For the 48 percent who were disappointed with the presidential election results, you might want to skip this column. You see, I didn’t vote for Mitt, but I had a good reason:
His underwear.
I’m serious. One night earlier this year I watched as the evening news dissected the official one-piece Mormon undergarment that Mitt dons each day and I began to question whether we should elect a man president who is so completely – how to say it – wrapped up in his religion.
I remember when Jack Kennedy wanted to be the country’s first Catholic president and a lot of folks were concerned that the Pope would be pulling levers in the White House. Kennedy actually made a campaign promise that Vatican City would hold no sway over Washington, and it occurred to me that Mitt Romney might not have been able to say the same of Salt Lake City.
Certainly he’s a much better Mormon than Jack was a Catholic. Back then our next-door neighbor had a friend who owned a Pittsburgh hotel that our lovable president used for an occasional dalliance. I mean, who didn’t have a Kennedy story? As far as I know, Catholicism has no restrictive stance on lay underwear other than a strong preference that you wear some. I have no idea what President Kennedy wore. My guess it was something easy to get out of.
Anyway, some time before Nov. 6 I became convinced that a man who allows his church to pick out his skivvies is a man who’s going to make lots of political decisions based on that church’s wishes. Maybe the big decisions.
So Mitt lost my vote.
What ever happened to separation of church and state anyway? It’s a wonderfully sensible idea, convincingly presented in our First Amendment, and for my money the finest contribution American democracy has made to the history of governance.
Nothing in human affairs has proven more combustible than the mixture of political power and religious self-righteousness, nevertheless, recent candidates floated freely from policy to prayer and back again.
Michelle Bachman, for instance, thinks homosexuality can be cured through prayer. Rick Perry thinks the same about drought. Rick Santorum wants to recast the moral stance of the entire country into something familiar to the 13th Century. Herman Cain claims God sees him as a modern-day Moses. And who will soon forget those wacky would-be senators, would-be gynecologists Todd Akin and Richard Mourdock? Voters apparently decided they were, at a minimum, raping the language.
We need moral leaders, not messiahs. Is the distinction important? You bet your communion card collection it is. It determines what you might consider a “just war” and just how likely you are to start one. It influences whether you might issue an executive order that establishes “faith offices” as a way to use public funds to champion your favorite religion. It might prompt a re-examination of long-settled issues like abortion, or women’s rights in general. Sadly, for many historians it explains George W. Bush’s otherwise incomprehensible foray into Iraq.
I’m not counting on God to solve our problems because I don’t think He created them. Nor do I agree with Senator Mark Rubio who introduced Mitt in Tampa with the words, “faith in our Creator is the most American value of them all.” Really? Not according to our founding fathers who outlawed religious tests to hold public office.
The problem with the Mormons is they think they’re special. So do Catholics, Jews, fundamentalist Christians, lots of regular Christians, Muslims, and for that matter the surviving members of David Koresh’s Branch Davidians. You don’t need a degree from the Harvard Divinity School to realize not everyone can be right about this. As Mark Twain observed, “The easy confidence with which I know another man’s religion is folly teaches me to suspect that my own is also.”
So I’m glad Bishop Romney didn’t make it. If you want to live in a theocracy, there are several to pick from in Arabia. Meanwhile, if you need a religious touchstone to convince yourself that keeping God out of government is an idea for the ages, consider the words of Jesus, himself, as recorded by apostle Mark: “Render unto Caesar the things that are Caesar’s, and to God the things that are God’s.”
Couldn’t have separated it better myself.
Rick Roberts (reroberts46@yahoo.com) is a veteran of Boston’s advertising community and the US Army. He lives in Windham. He is author of two books: I Was Much Happier When Everything I Owned Was In The Back Seat Of My Volkswagen, and the novel, Digital Darling. Both are available at bookstores, Amazon.com, or visit: BabyBoomerPress.com.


TASK TO CARRY OUT ▸ In your copy of the records, include every word exactly and no pictures.

INPUT ▸
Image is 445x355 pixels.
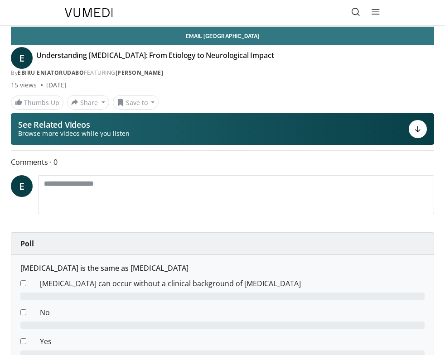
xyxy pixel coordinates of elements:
span: Browse more videos while you listen [18,129,130,138]
a: Email [GEOGRAPHIC_DATA] [11,27,434,45]
h6: [MEDICAL_DATA] is the same as [MEDICAL_DATA] [20,264,425,273]
dd: No [33,307,432,318]
img: VuMedi Logo [65,8,113,17]
dd: [MEDICAL_DATA] can occur without a clinical background of [MEDICAL_DATA] [33,278,432,289]
div: [DATE] [46,81,67,90]
button: Share [67,95,109,110]
a: Ebiru Eniatorudabo [18,69,84,77]
h4: Understanding [MEDICAL_DATA]: From Etiology to Neurological Impact [36,51,274,65]
span: 15 views [11,81,37,90]
a: E [11,175,33,197]
div: By FEATURING [11,69,434,77]
span: Comments 0 [11,156,434,168]
button: Save to [113,95,159,110]
a: [PERSON_NAME] [116,69,164,77]
button: See Related Videos Browse more videos while you listen [11,113,434,145]
dd: Yes [33,336,432,347]
strong: Poll [20,239,34,249]
p: See Related Videos [18,120,130,129]
a: E [11,47,33,69]
a: Thumbs Up [11,96,63,110]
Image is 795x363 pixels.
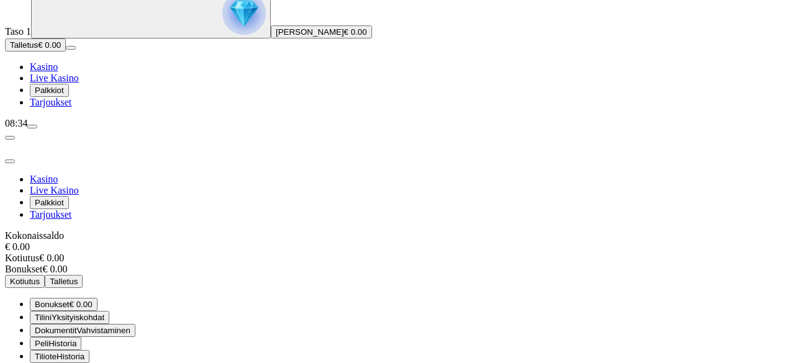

RESULT OF THE EXERCISE ▸
Image is 445x355 pixels.
xyxy pixel coordinates of elements:
span: Browse more videos while you listen [18,129,130,138]
a: Email [GEOGRAPHIC_DATA] [11,27,434,45]
h6: [MEDICAL_DATA] is the same as [MEDICAL_DATA] [20,264,425,273]
dd: No [33,307,432,318]
img: VuMedi Logo [65,8,113,17]
dd: [MEDICAL_DATA] can occur without a clinical background of [MEDICAL_DATA] [33,278,432,289]
div: [DATE] [46,81,67,90]
button: Share [67,95,109,110]
a: Ebiru Eniatorudabo [18,69,84,77]
h4: Understanding [MEDICAL_DATA]: From Etiology to Neurological Impact [36,51,274,65]
span: 15 views [11,81,37,90]
a: E [11,175,33,197]
div: By FEATURING [11,69,434,77]
span: Comments 0 [11,156,434,168]
button: Save to [113,95,159,110]
a: [PERSON_NAME] [116,69,164,77]
button: See Related Videos Browse more videos while you listen [11,113,434,145]
dd: Yes [33,336,432,347]
strong: Poll [20,239,34,249]
p: See Related Videos [18,120,130,129]
a: E [11,47,33,69]
a: Thumbs Up [11,96,63,110]
Image is 795x363 pixels.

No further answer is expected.